Cuban and Angolan delegates confirmed that an agreement had been reached.
“We are satisfied,” said Cuban delegation leader Carlos Aldana. “It has been a very laborious, very intense process. We are at the towering moment. With a constructive will we are now moving to Brazzaville.”
Asked whether Cuba is ready to withdraw its estimated 52,000 troops, which have been there since shortly after Angola’s 1975 independence, Aldana said: “We are ready to bring them home. It is time.”
No timetable was announced. Van Heerden said no deadline had been set for approval by the respective governments but added that if accepted this will be the final round.
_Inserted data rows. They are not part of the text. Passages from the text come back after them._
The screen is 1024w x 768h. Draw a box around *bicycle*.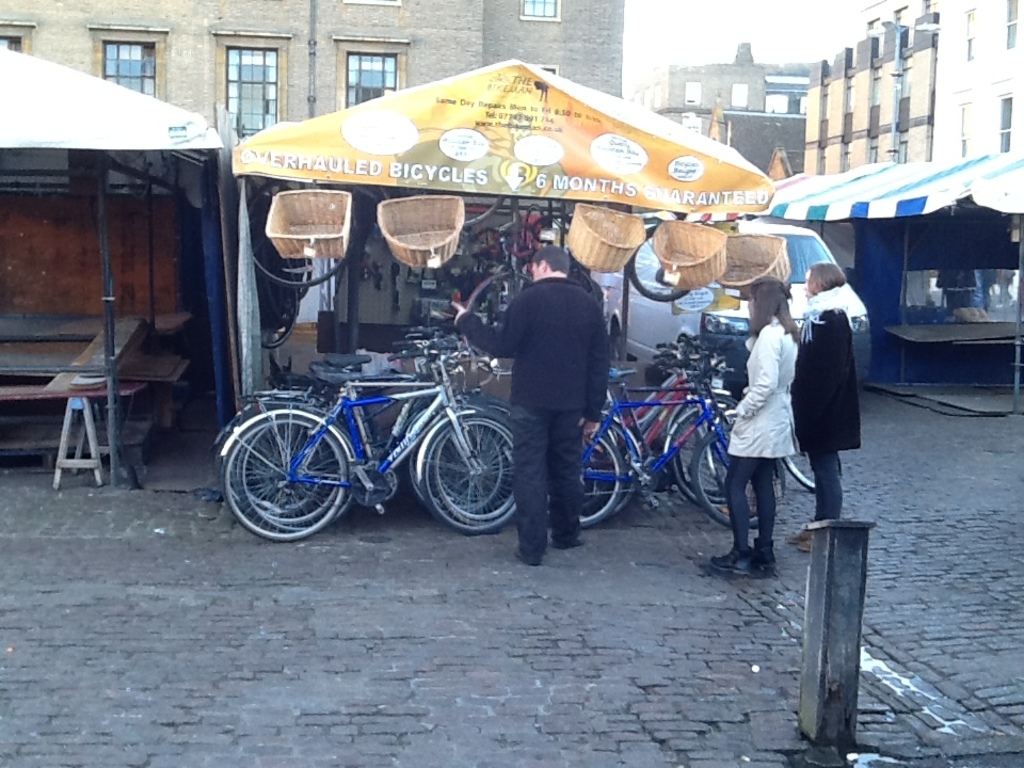
left=218, top=367, right=515, bottom=535.
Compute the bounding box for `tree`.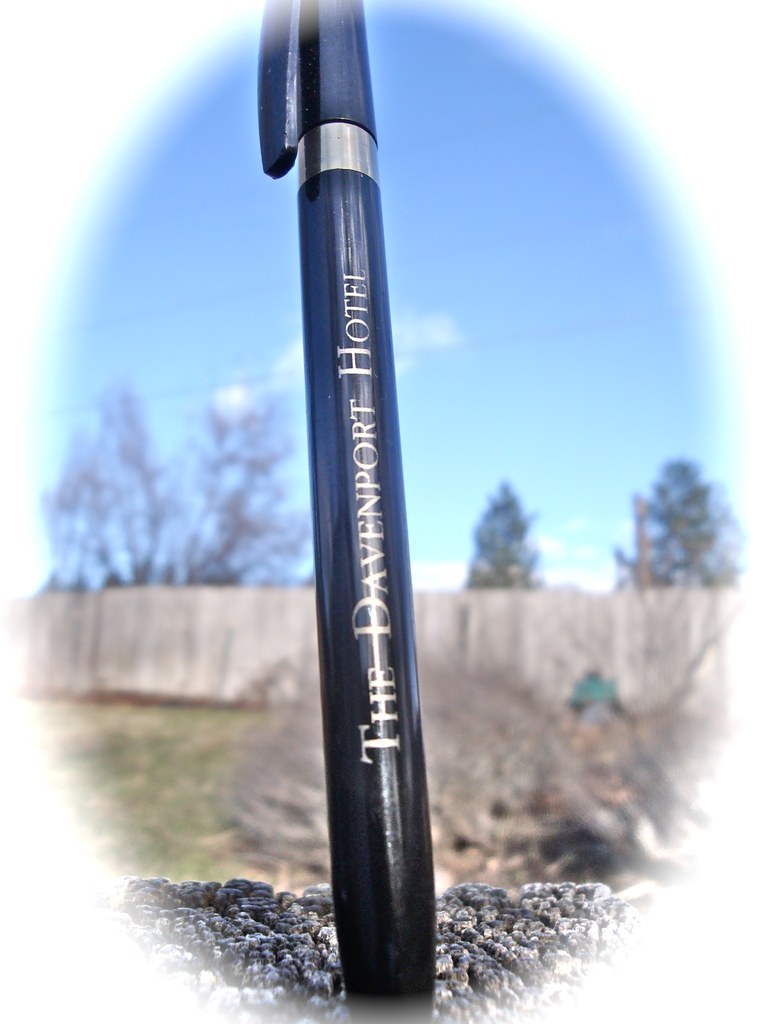
detection(468, 477, 541, 591).
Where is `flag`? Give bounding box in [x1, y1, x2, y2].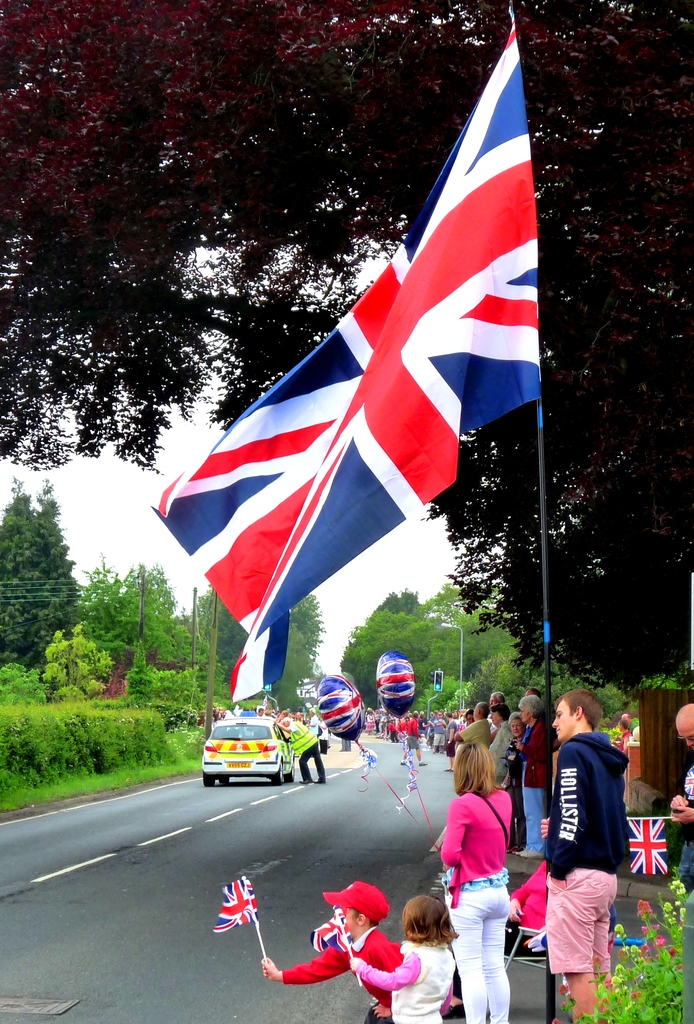
[217, 586, 289, 703].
The negotiators in Geneva are not authorized to sign a final agreement.
U.S. Mediator
The current five-day round of talks, mediated by Chester Crocker, U.S. assistant secretary of state for African affairs, was the ninth since May.
Under negotiation were undertakings by Cuba to pull out of Angola and by South Africa to permit the implementation of U.N. Security Council Resolution 435 under which seven decades of white South African rule in Namibia would end.
Crocker had proposed that the Cubans leave within two years from the start of implementation of Resolution 435, delegates said, but this timetable was adjusted during the negotiations.
Although delegates said today’s agreement covered the terms and timetable of the withdrawal, the actual starting date will still have to be settled.
“We arrived at a consensus on an agreement that our governments must confirm,” said Angolan delegation chief Gen. Antonio dos Santos Franca, known as “Ndalu.”
“The implementation date is not yet decided. That must be decided in Brazzaville.”